The Man from Ironbark: a profile of Professor Jack Pettigrew FRS, flamboyant sensory systems researcher and recipient of the H Barry Collin Research Medal

, PhD
Pages 494-501 | Received 26 Jan 2011, Accepted 26 Mar 2011, Published online: 15 Apr 2021
 
This article is part of the following collections:
Profiles and Obituaries (part 2)

ACKNOWLEDGEMENTS

This profile has benefitted immeasurably from conversations at the Society for Neuroscience meeting in San Diego in November 2010 with Rama Ramachandran and Shaun Collin, as well as telephone or Skype calls with Clyde Oyster, Mike Calford, Olivia Carter (The University of Melbourne) and Jack Pettigrew. In addition, I have communicated with numerous people by e‐mail.

Notes

a.  Colin Blakemore later became the Wayneflete Professor of Physiology at the University of Oxford, when only 35, was elected an FRS and became the youngest person to deliver the BBC Reith lectures. He has held many important posts in scientific societies including the British Science Society and recently was the head of the Medical Research Council. He has championed the communication of science to the public and has written and delivered many scientific programs on BBC television. Colin's scientific work has made him a hated figure for animal‐rights activists.

b.  Dr Ramachandran (University of California at San Diego) is renowned for his work on visual illusions and a number of neurological phenomena including phantom limbs, synesthesia and autism.

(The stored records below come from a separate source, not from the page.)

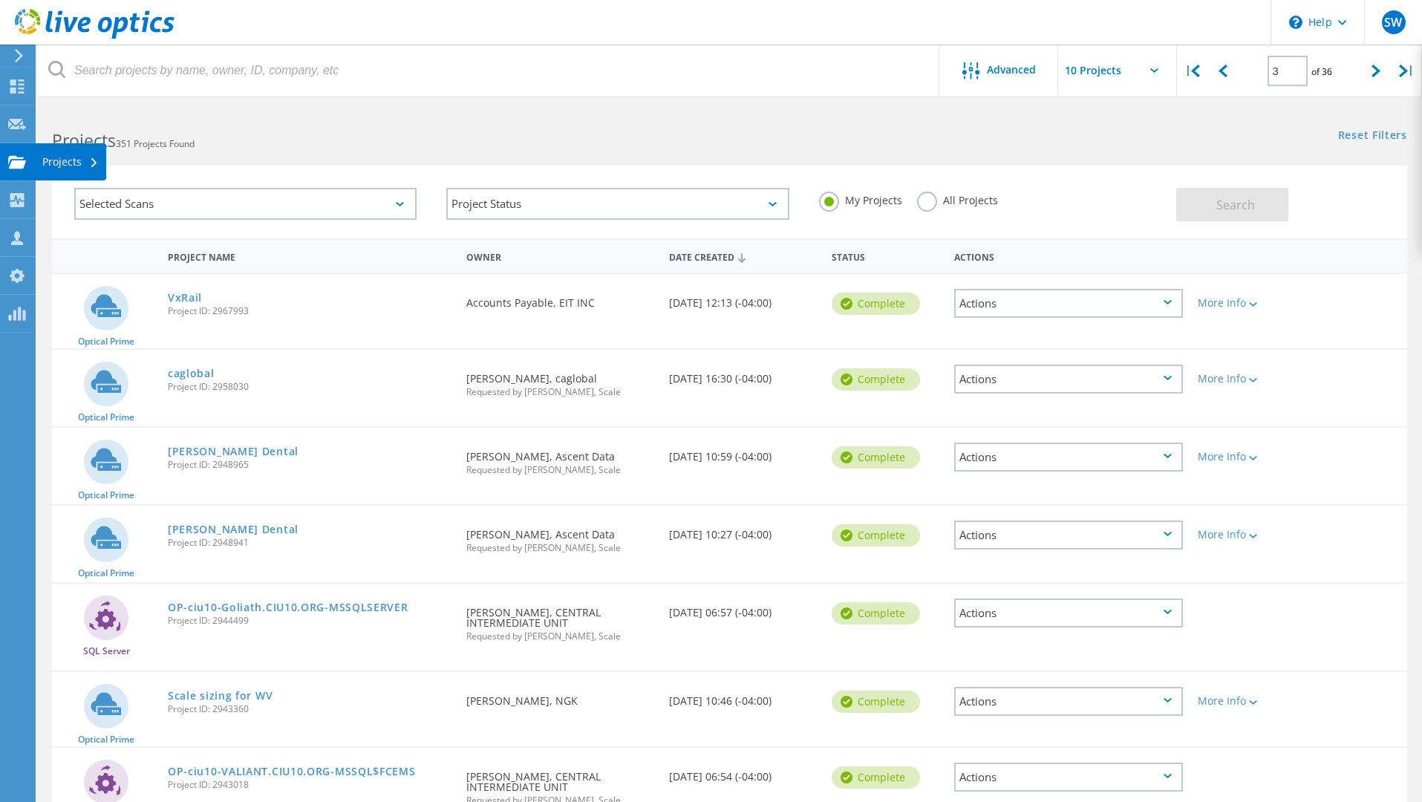 The height and width of the screenshot is (802, 1422). Describe the element at coordinates (1372, 136) in the screenshot. I see `a: Reset Filters` at that location.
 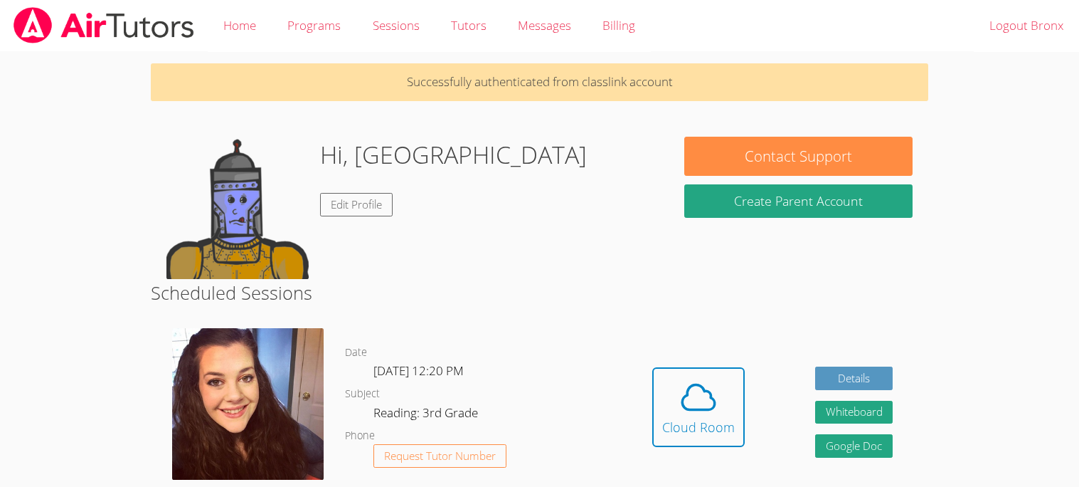 What do you see at coordinates (539, 292) in the screenshot?
I see `h2: Scheduled Sessions` at bounding box center [539, 292].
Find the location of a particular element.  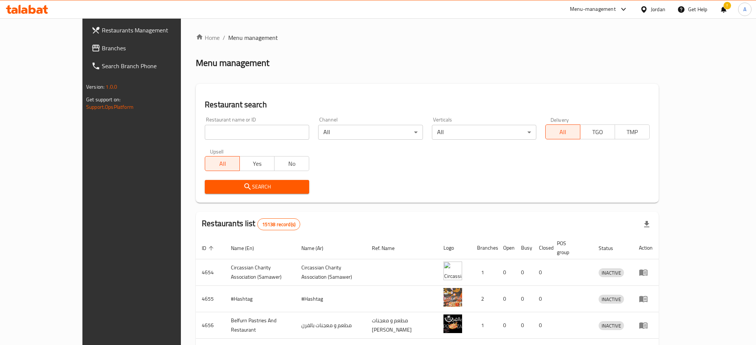

th: Open is located at coordinates (506, 248).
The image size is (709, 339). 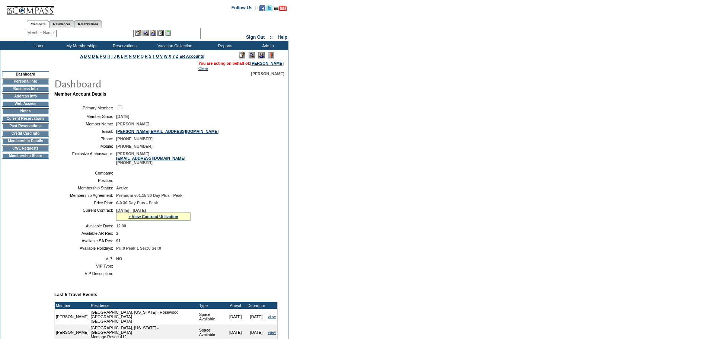 What do you see at coordinates (25, 119) in the screenshot?
I see `td: Current Reservations` at bounding box center [25, 119].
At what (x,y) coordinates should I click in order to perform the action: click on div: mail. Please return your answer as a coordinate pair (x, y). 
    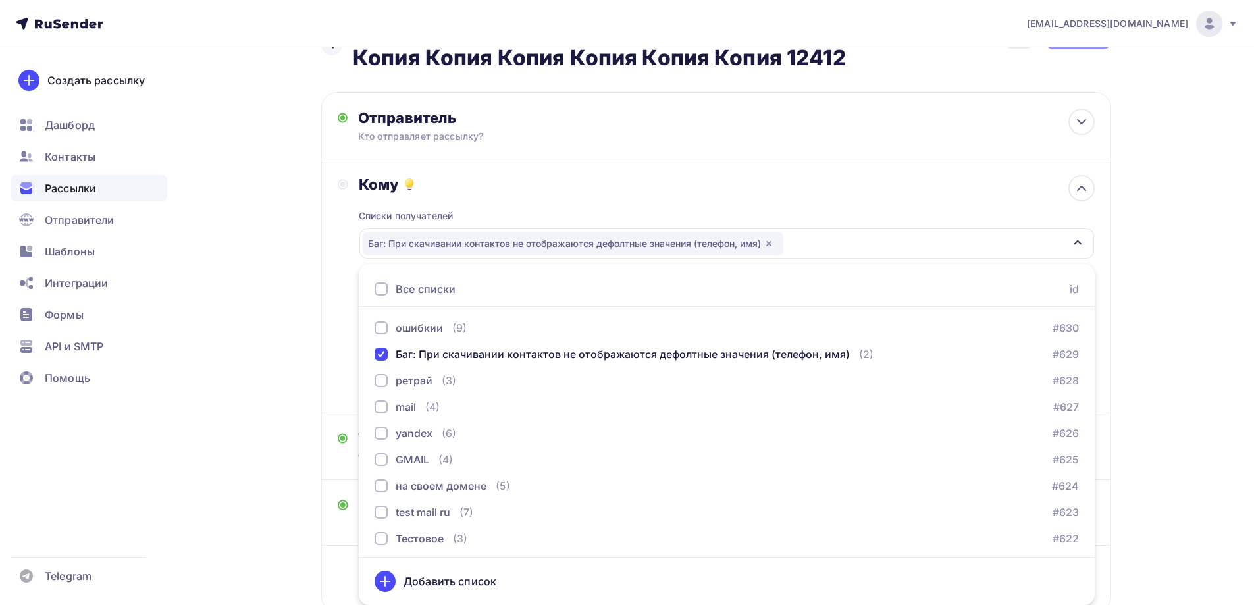
    Looking at the image, I should click on (405, 407).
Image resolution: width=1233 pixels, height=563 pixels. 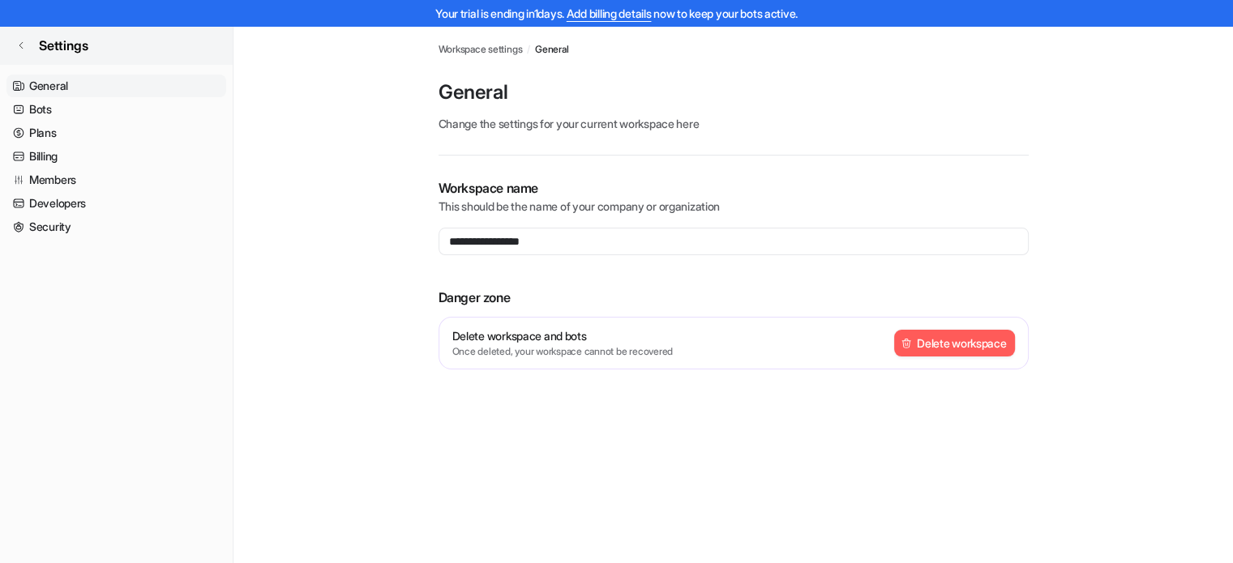 What do you see at coordinates (562, 336) in the screenshot?
I see `p: Delete workspace and bots` at bounding box center [562, 336].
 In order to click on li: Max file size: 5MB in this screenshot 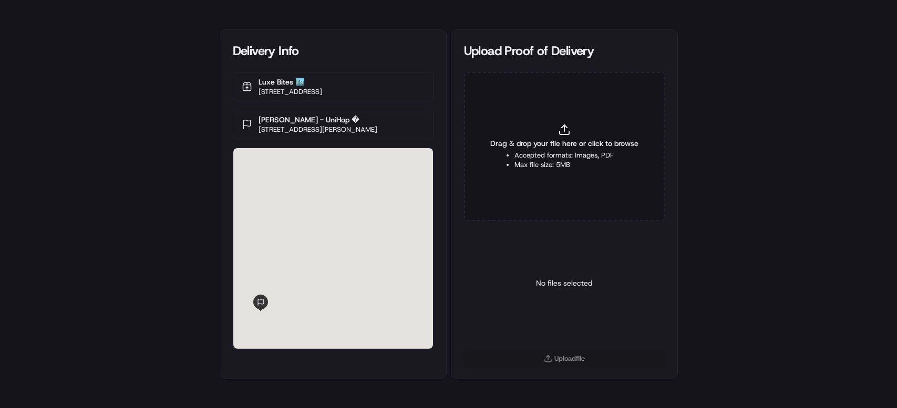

c.  Thanks to Margaret Thatcher, who initiated the change from Latin to English, the citation for Jack that accompanies his election to Fellowship of the Royal Society is more accessible. The citation (reproduced below) points to his many discoveries in different domains. ‘He is outstanding for the number of new directions of research he has initiated in the comparative and developmental physiology of the senses in vertebrates. He was the first to demonstrate that neurons in striate cortex are selective for binocular disparity. He has shown that the binocular visual system of the owl, though very different anatomically, shares many functional and developmental properties with cat and monkey. He showed that non‐visual (noradrenergic) pathways influence the “critical period” for development of binocular neurons in striate cortex. He demonstrated that owls have an auditory map of sound source localization in their mid‐brains. He is quick to appreciate the ecological and evolutionary significance of these discoveries, each of which has opened up a fertile new area of investigation, and he continues to elucidate new problems in the visual, auditory and somatosensory systems of a wide range of vertebrates.’